Stored items:

________________________

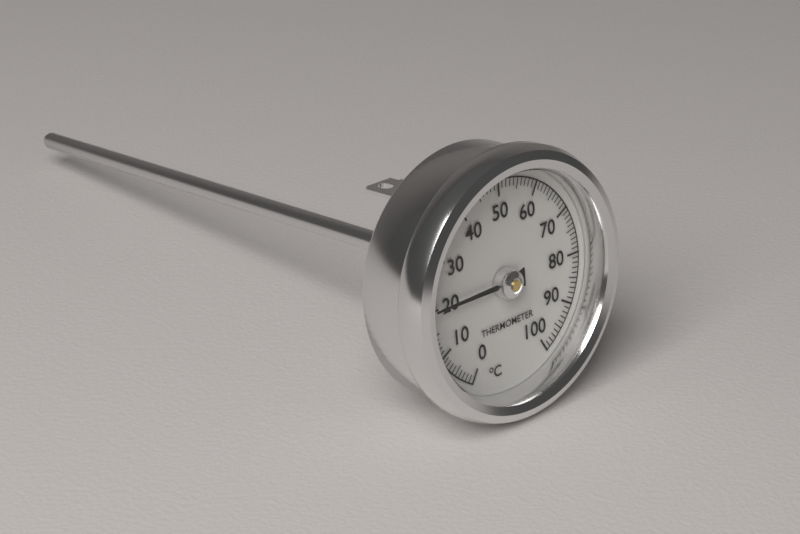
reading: 20 °C
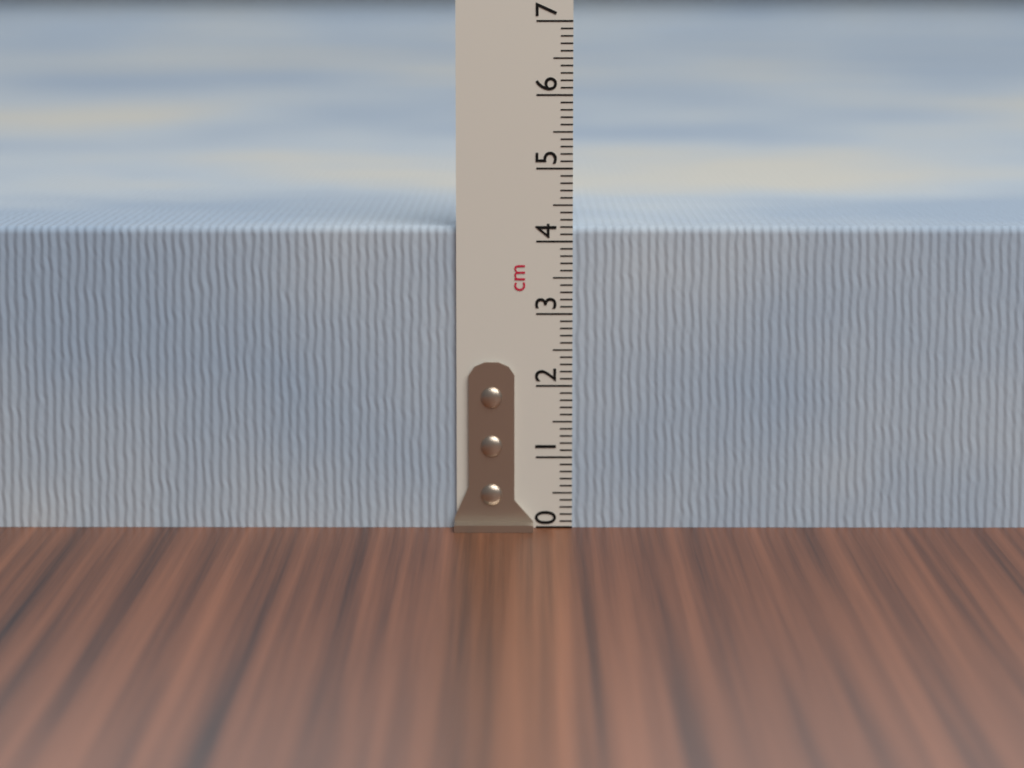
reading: 4.2 cm
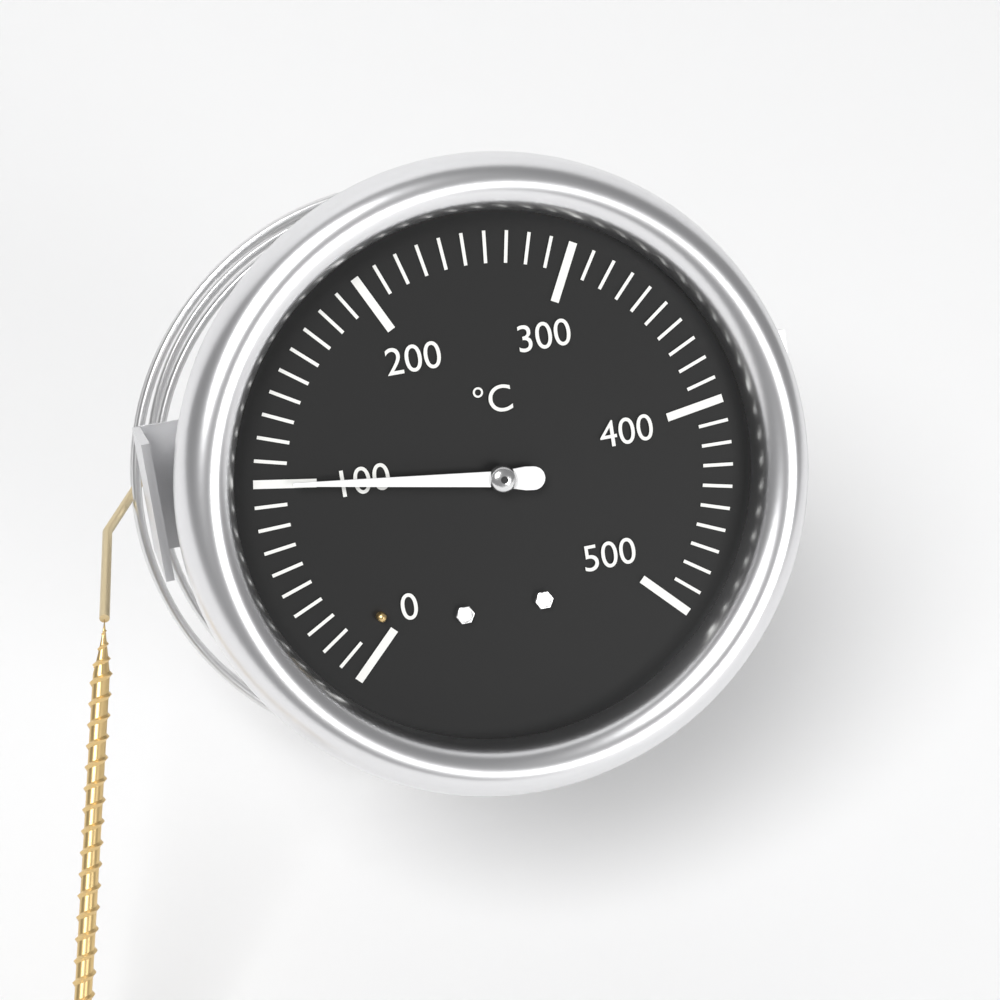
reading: 100 °C
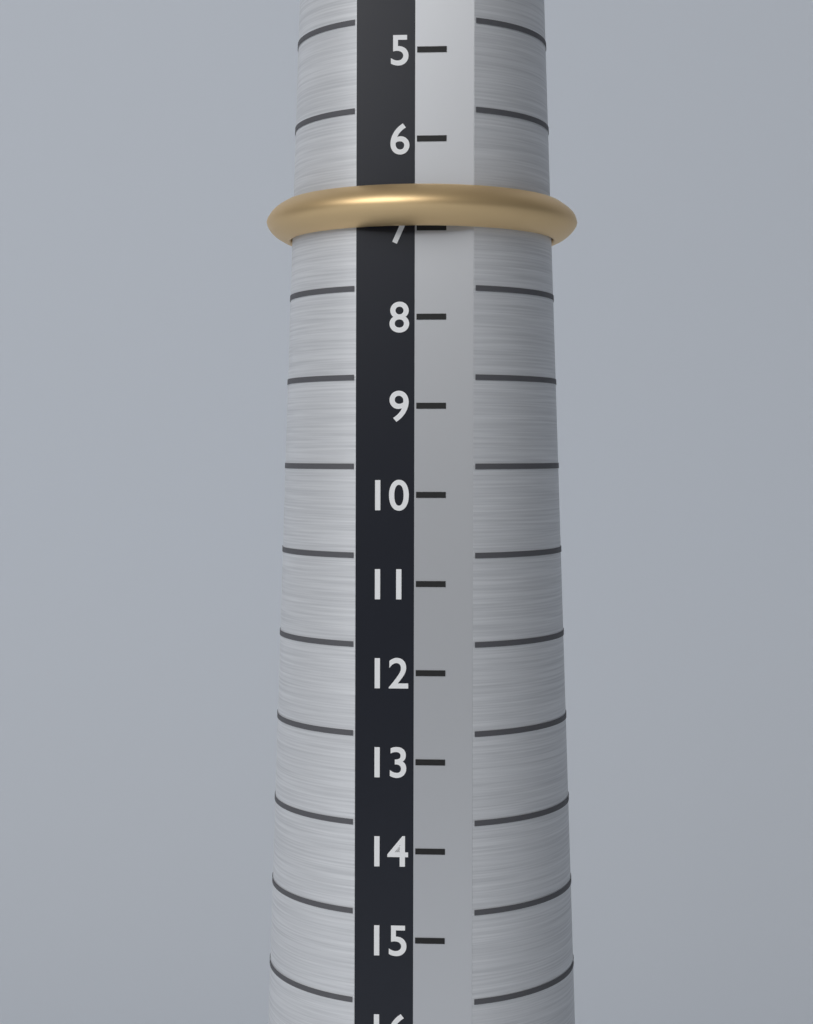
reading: 7 (no unit)
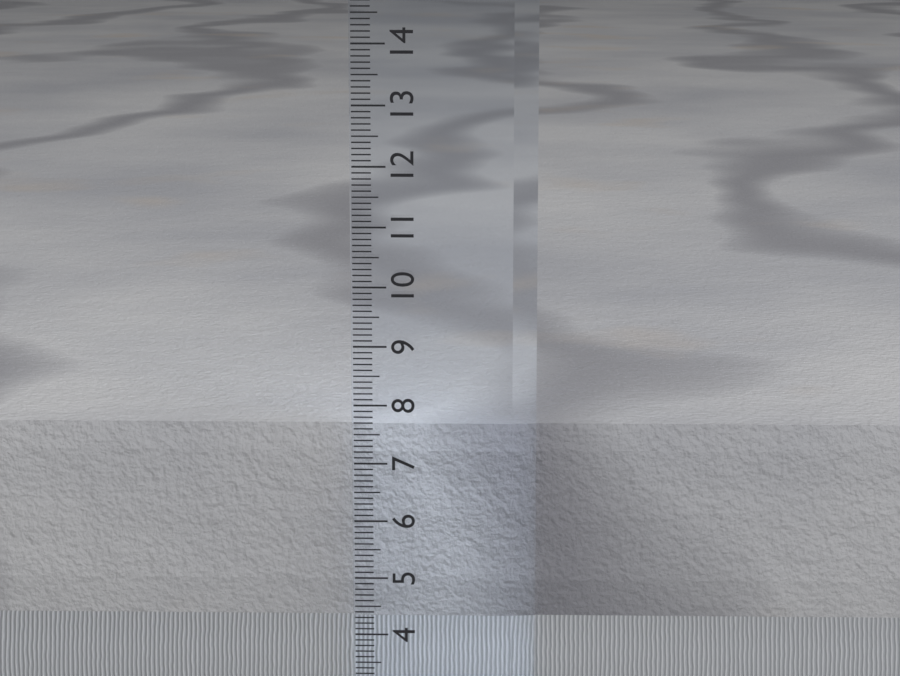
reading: 7.6 cm
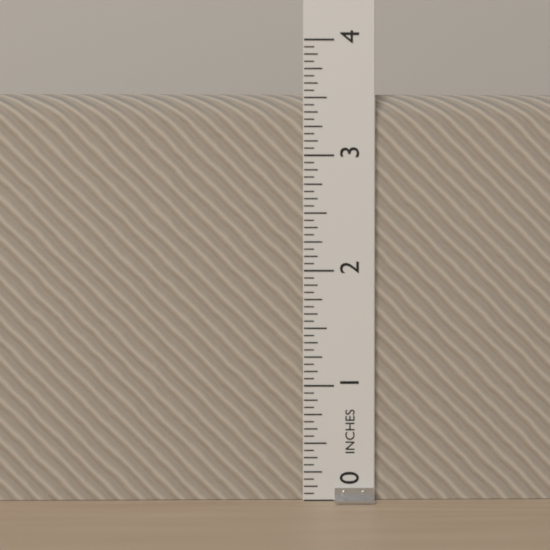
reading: 3.5625 in
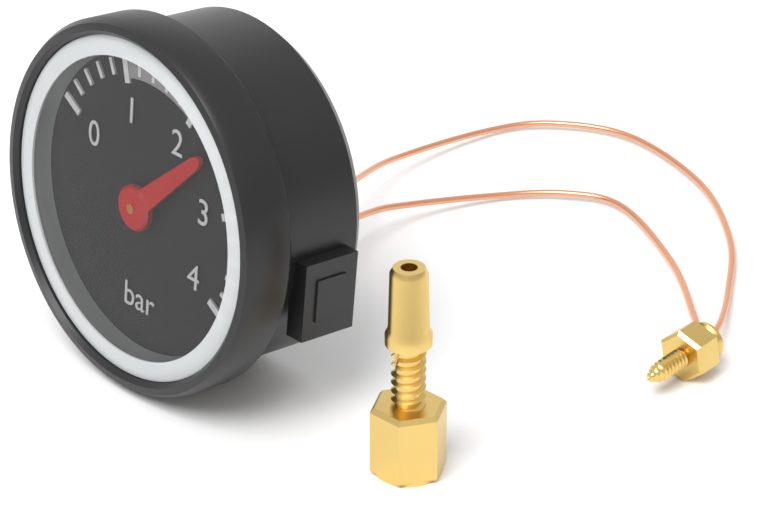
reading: 2.4 bar
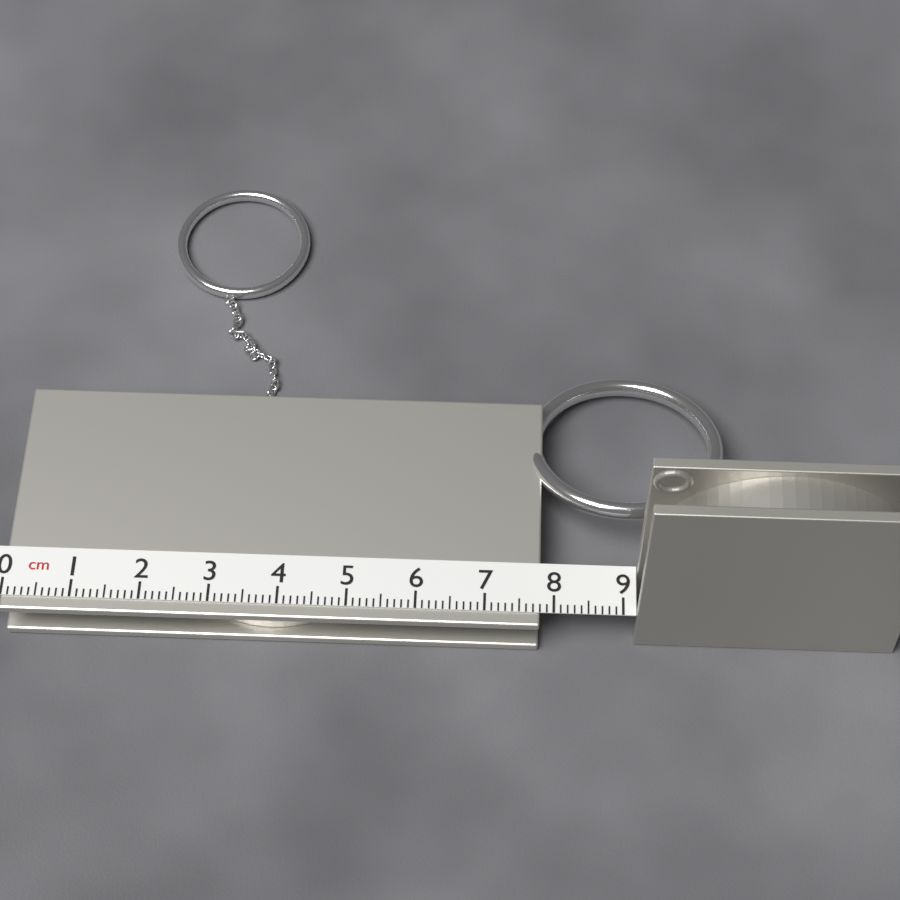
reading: 7.8 cm
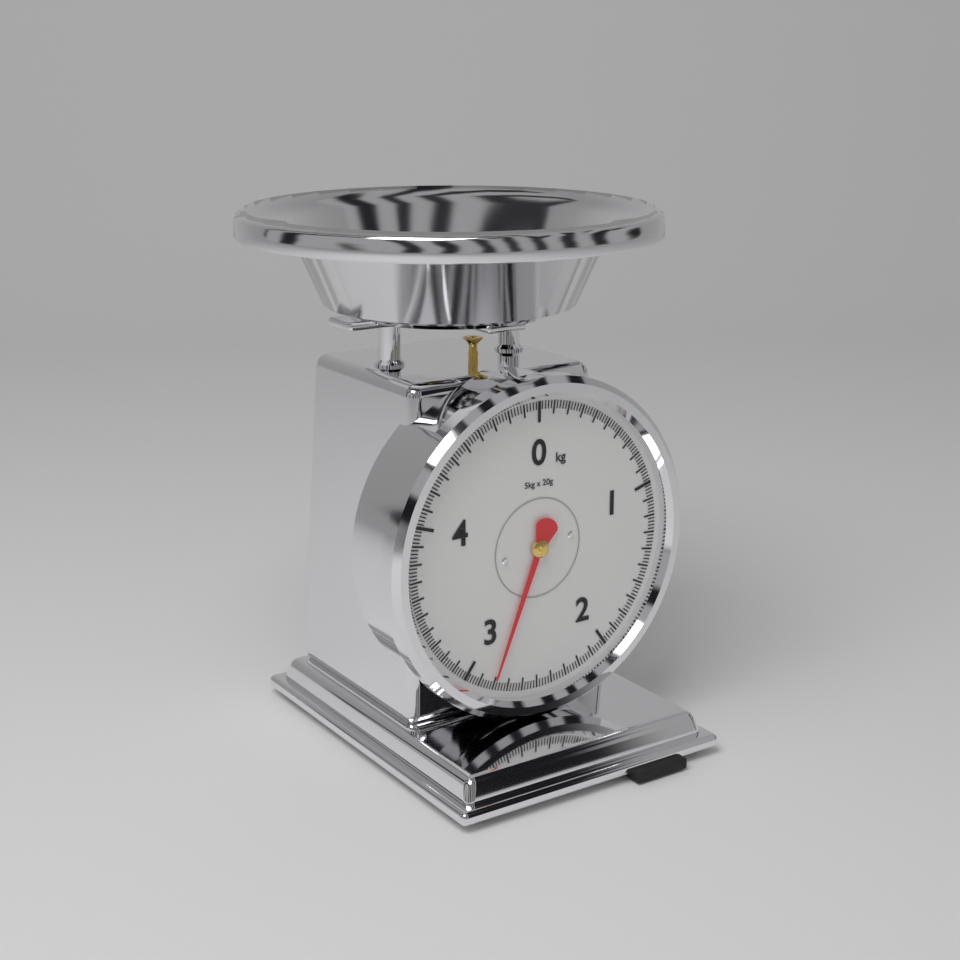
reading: 2.80 kg
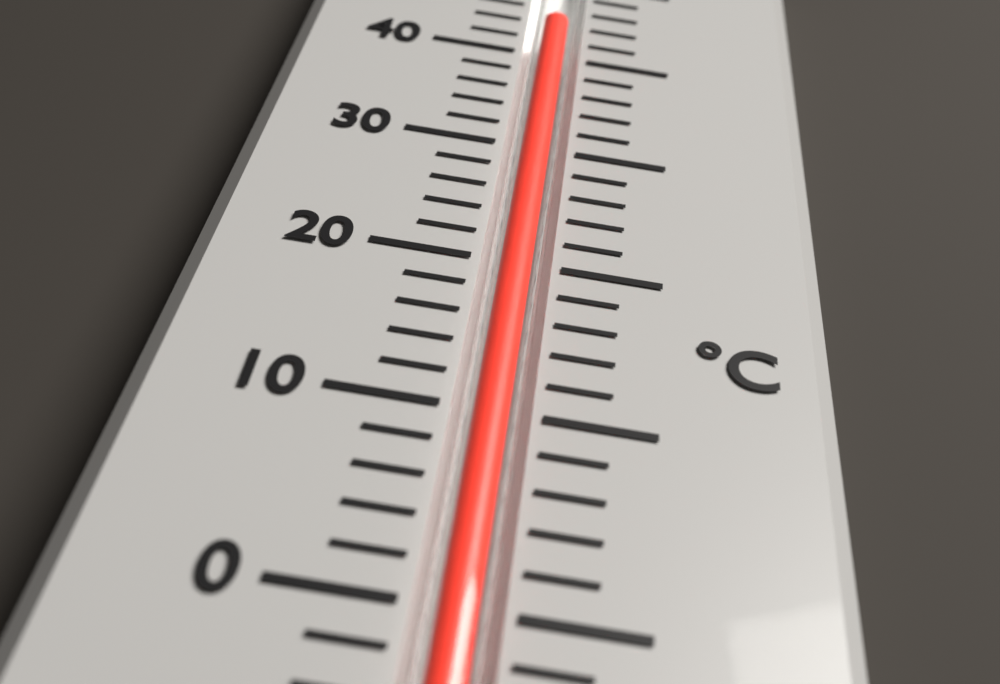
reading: 44 °C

________________________

> **Assignment**
In the records above, find the line with "reading: 4.2 cm" and copy from it through the last line exactly, without the pictures.

> **Answer box**
reading: 4.2 cm
reading: 100 °C
reading: 7 (no unit)
reading: 7.6 cm
reading: 3.5625 in
reading: 2.4 bar
reading: 7.8 cm
reading: 2.80 kg
reading: 44 °C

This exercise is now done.